The principle of the thing
The Moderna story showed two important truths. The first was that, even in the face of a novel virus that disproportionately affects minority groups, it remains very difficult to recruit a diverse trial population. The second was that it’s unacceptable not to. Whereas Black people make up around 14% of the US population, reports suggested their representation in the Moderna study was only 7%, and that just wasn’t good enough.
“I would say there’s a big move happening, across quite a few sponsors,” says Liz Beatty. “But not everyone is publishing a commitment like BMS,” she said. “So I think that’s where they really are standing out – they’re doing it at a corporate commitment level. And that’s always very positive to see, because that means they’ll get the support they need to really push the envelope around diversity in clinical trials.”

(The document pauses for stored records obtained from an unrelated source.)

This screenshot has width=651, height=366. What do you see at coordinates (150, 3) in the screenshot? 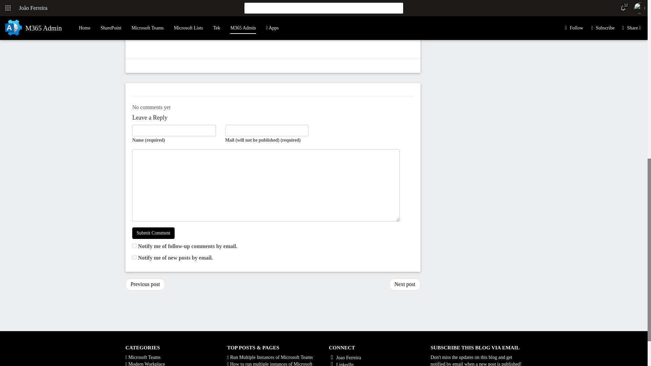
I see `Click to share on Facebook` at bounding box center [150, 3].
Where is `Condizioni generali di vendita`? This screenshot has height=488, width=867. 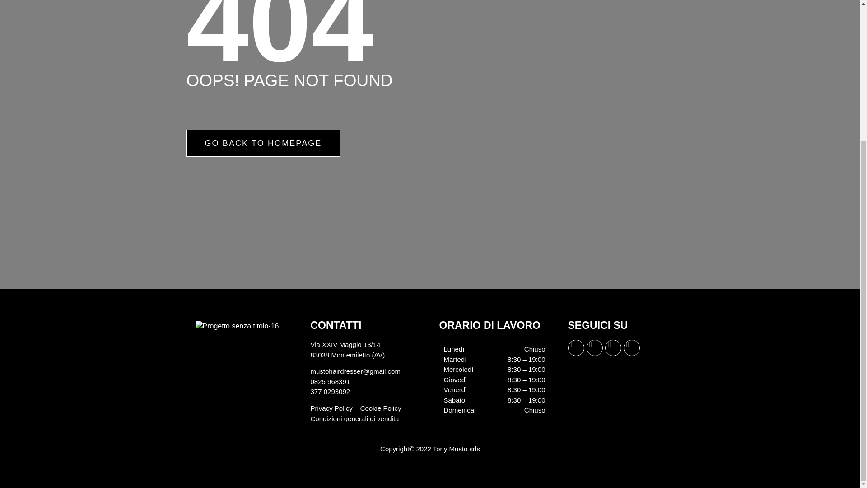
Condizioni generali di vendita is located at coordinates (355, 418).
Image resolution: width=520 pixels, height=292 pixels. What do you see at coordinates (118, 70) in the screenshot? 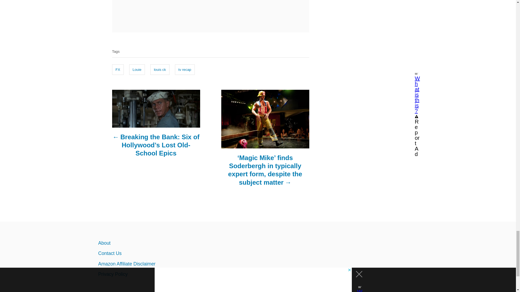
I see `FX` at bounding box center [118, 70].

Bill Bernach, the legendary ad man and co-founder of DDB, one of the world’s most lauded creative agencies, once said a principle isn’t a principle until it costs you money. He was referring to DDB’s refusal to work on lucrative cigarette accounts during the 1960s, but there is something about his aphorism that cuts through when it comes to the diversity and representation problem. What stands out with both Moderna and BMS is the dollar commitment. Moderna effectively sacrificed potential sales, while in the detail and scale of its investment, BMS appears to be going to the heart of those apparently intractable, expensive-sounding problems.
“I see this as a tangible commitment to shift the tide,” says Jen Horonjeff. “We know the pharma industry in particular prides themselves on being patient-centred, but unless resources are allotted and action is taken, then it is nothing more than a self-proclaimed title. The same goes for diversity, equity, and inclusion efforts. The theme that emerges from each of these examples is money. To me, this is the real shift, and why it increases the probability that there will finally be substantial change.”

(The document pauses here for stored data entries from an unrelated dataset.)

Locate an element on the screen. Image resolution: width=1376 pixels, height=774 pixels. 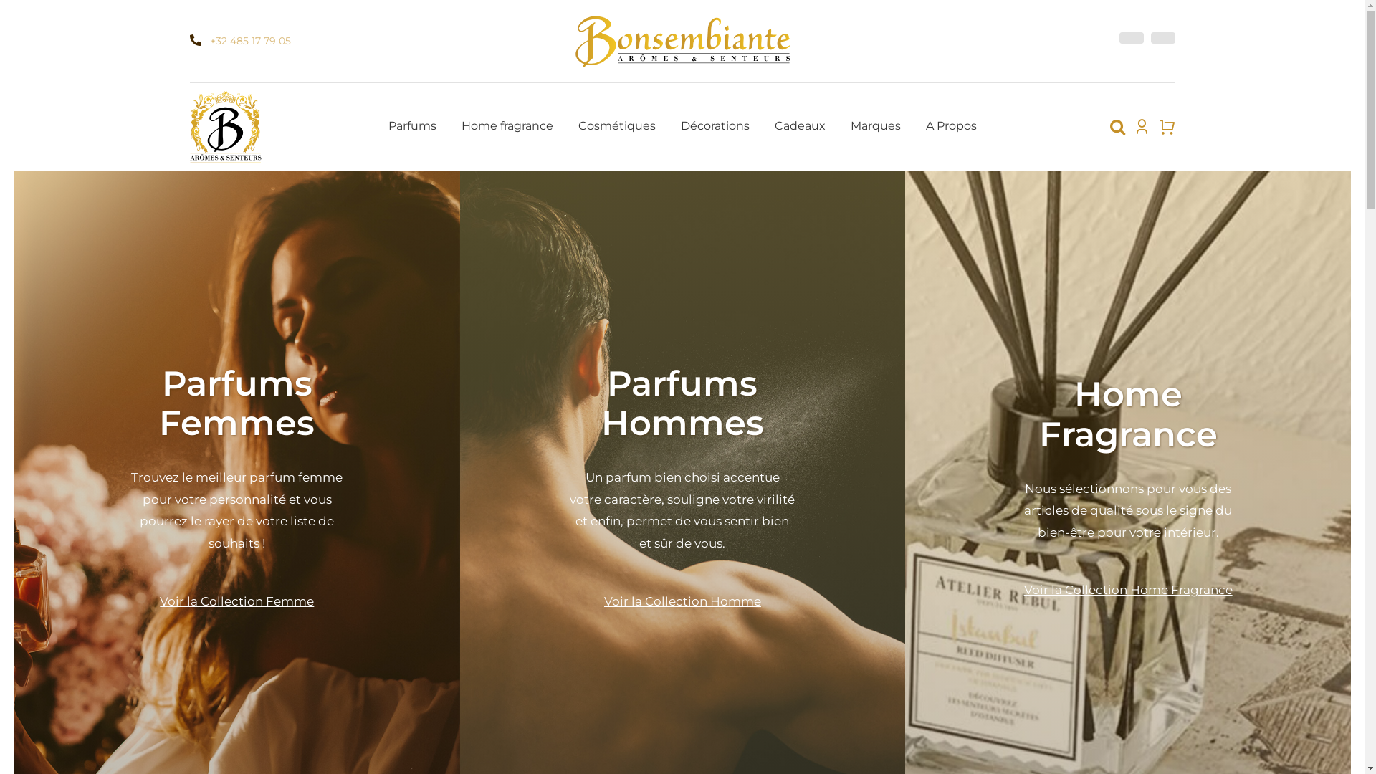
A Propos is located at coordinates (952, 127).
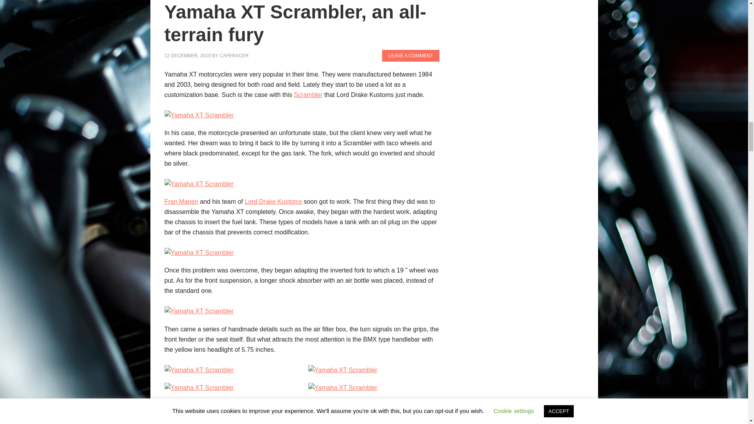 The image size is (754, 424). I want to click on Scrambler, so click(308, 95).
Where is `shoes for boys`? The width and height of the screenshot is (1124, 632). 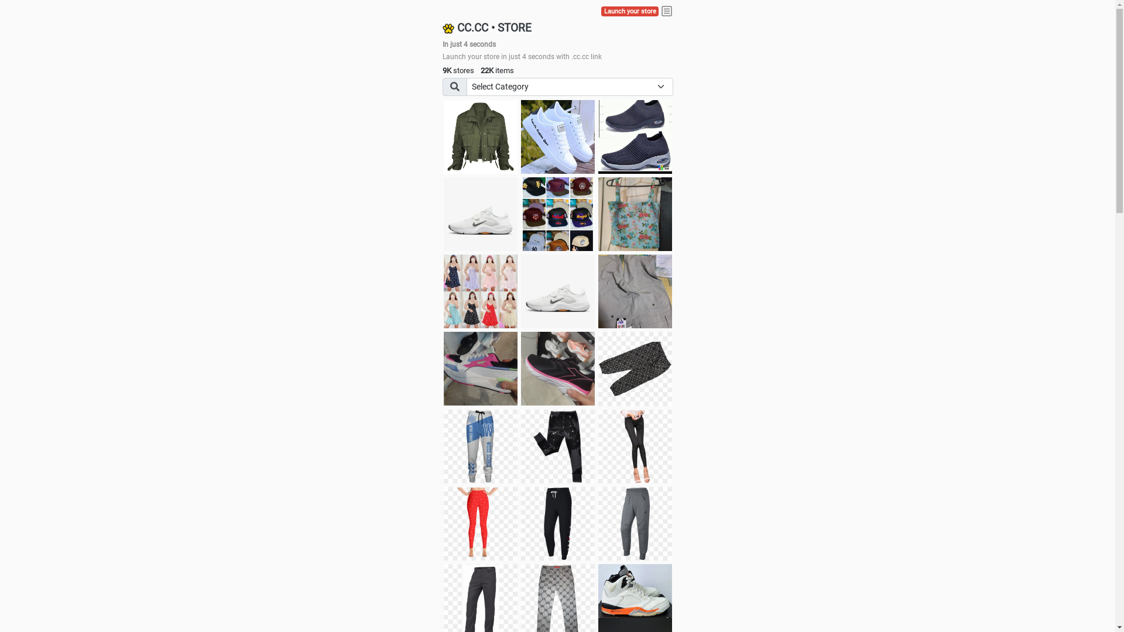 shoes for boys is located at coordinates (635, 137).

“COVID has been like a magnifying glass" - Angela Rochelle
At Langland, we work every day with healthcare clients looking for ways to understand and improve representation in their clinical trials. In September, we welcomed Angela Rochelle to our US team, in a new role as Head of Diversity Initiatives in Clinical Trials. Angela has more than two decades of experience in advertising and communications, inside and outside healthcare, and particular expertise when it comes to engaging minority populations.
“COVID has been like a magnifying glass, revealing systemic healthcare issues that have a negative effect on communities of colour,” she says. “Healthcare, and more pointedly clinical trial research, will have to put in more efforts to connect and engage with communities where they are, sharing information while also looking to truly understand real life barriers to clinical trial participation.”
Note the emphasis on efforts. This is a plural problem, and it needs plural solutions.